Cries for Justice at the Philadelphia Art Museum June, 2020
Over the past four weeks I have been feeling the terrible weight of racism in our country, freshly renewed by recent brutality. I grew up in a white neighborhood in the Philly suburbs basically ignorant of the way the country was treating our black citizens. My family was often in the city visiting relatives, relatives who lived in white neighborhoods and I vaguely remember conversations about where blacks might be moving. I must have been ten or twelve years old when I first was driven on an alternate route into the city through a black neighborhood. I saw black men and women talking on street corners and sitting on stoops and children playing in the streets. The housing looked deficient compared to the white city neighborhoods that I had visited and the children lacked the broad yards and open streets, parks and fields where I and my siblings played with our friends. The environment looked stressed. Did I already know that God loved these kids on this street as much as God loved me and my city relatives?

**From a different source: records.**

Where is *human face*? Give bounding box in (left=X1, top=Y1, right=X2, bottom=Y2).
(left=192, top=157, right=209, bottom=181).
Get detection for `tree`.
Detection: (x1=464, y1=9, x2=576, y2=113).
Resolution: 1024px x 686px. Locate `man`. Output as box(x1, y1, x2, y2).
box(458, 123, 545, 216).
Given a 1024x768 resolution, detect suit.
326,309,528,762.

For the last fifty years I have been given the grace of knowing wonderful black men and women. I first assisted in an interracial project when as a deacon preparing for Jesuit priesthood in 1971 and since was blessed with ministry in a black parish and school. But now still I am struck dumb. That is, yes the neighborhoods I saw in the 1950s were deficient and they remain deficient through the years since. But I was able to meet people who lived in these neighborhoods, to worship with them, to visit in their homes and to enjoy baptisms and weddings and even many faith-filled funerals. I learned more about community, about reconciliation, about family and faith, about humor and solidarity, much more than I could have anticipated. But suffering, and very often raw and bitter suffering, visited every household. At best Christ shares the victory of the paschal mystery in so many of these households. But at worst the strain of economic struggle, the stress of poor health, and the lack of promising futures offered to the young fray and fracture the edges of even the strongest of families.

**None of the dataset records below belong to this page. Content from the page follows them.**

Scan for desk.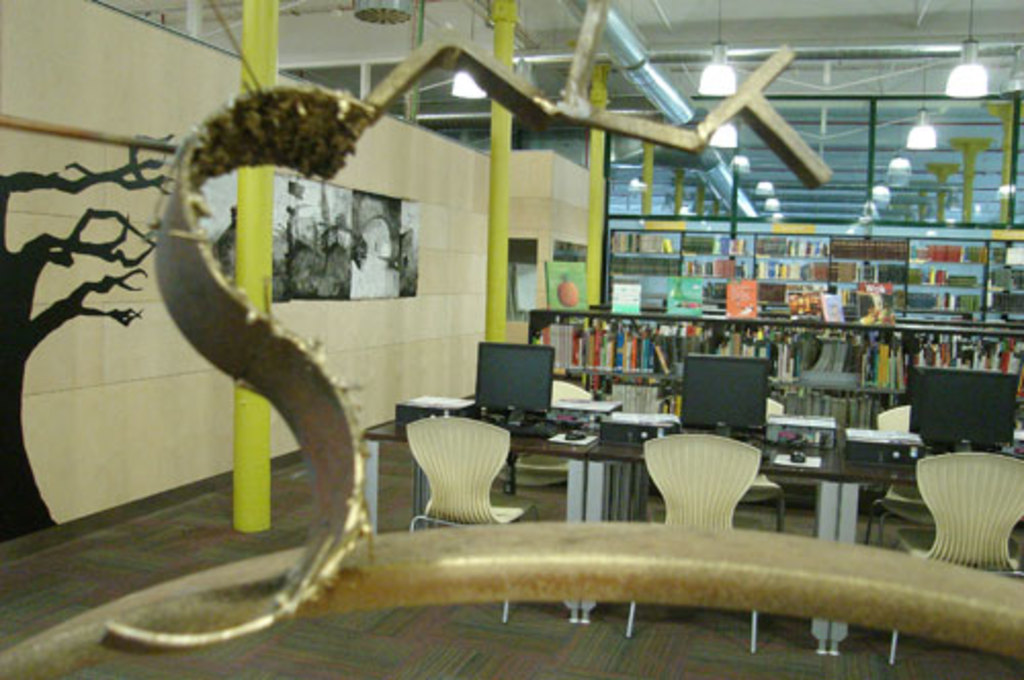
Scan result: (131, 219, 977, 637).
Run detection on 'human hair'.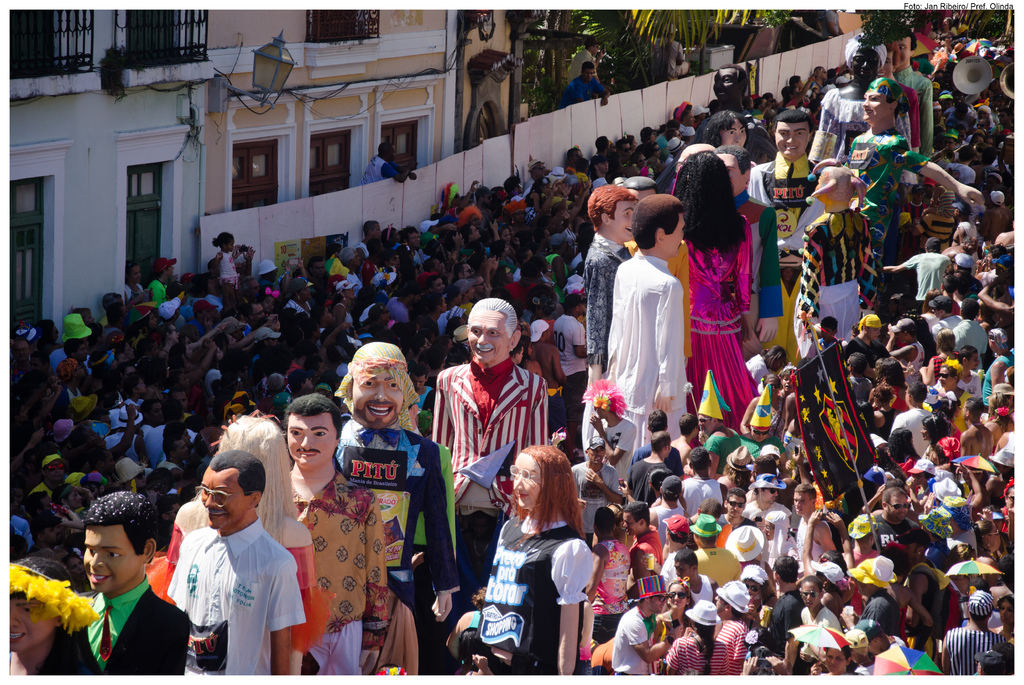
Result: box(887, 22, 916, 51).
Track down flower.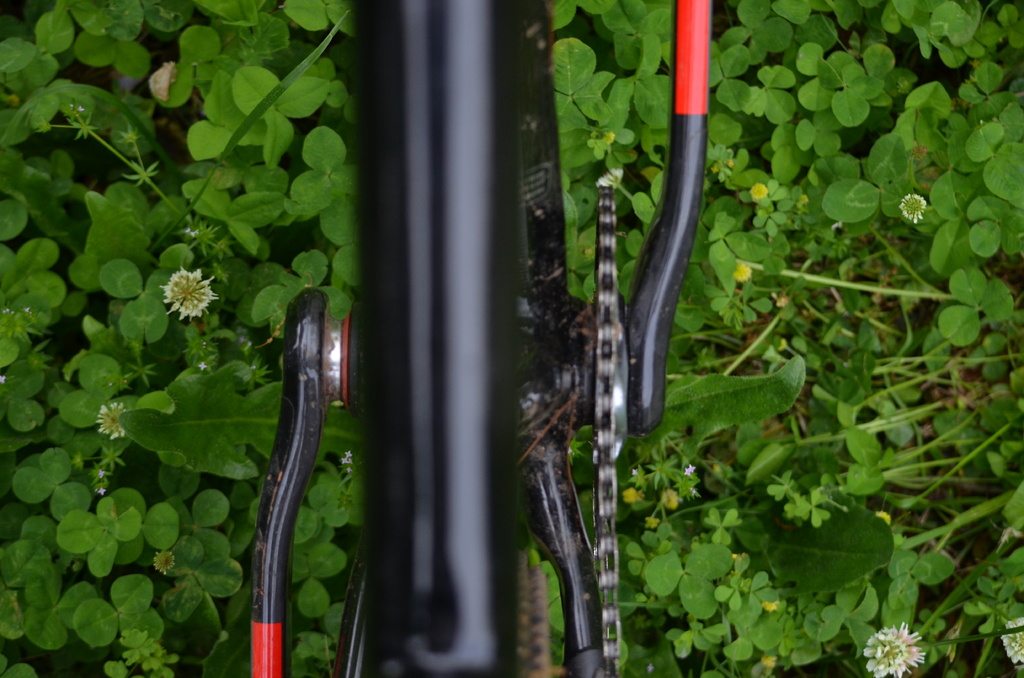
Tracked to (left=99, top=402, right=122, bottom=441).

During the first days of June when I realized that Philly’s neighborhoods were in turmoil because of the terrible ugliness of the death of George Floyd and so many others, I felt sorrow for all the extraordinary men and women I knew in these neighborhoods who worked years and years to foster health and integrity, pastors who built senior and home-ownership housing, churches that sponsored investment clubs to support small business, and leaders and teachers refreshing schools and making them as good as any in the suburbs. With this sorrow, I came to realize, too, that the recurring violence against black men and women simply ignited a reaction fitting to its brutality.
Now when a tired calmness has returned to these
neighborhoods, these institutions and men and women of soul are still in place. And I find hope in knowing that they will stay in place and stand up. They and
their like will raise their voices and use this moment to strengthen their
institutions with added classrooms, added health centers, added housing, added
ways of reconciling with those responsible for just law enforcement.
A black brother Jesuit, Fr. Mario Powell, president of Brooklyn
Jesuit Prep, points to Psalm 13 as the cry of black Americans: “How long, O
Lord, will my enemy triumph over me?” He
asks us all to come close to the suffering.
“…until you jump up on the cross
with black Americans, there can be no Easter for America.”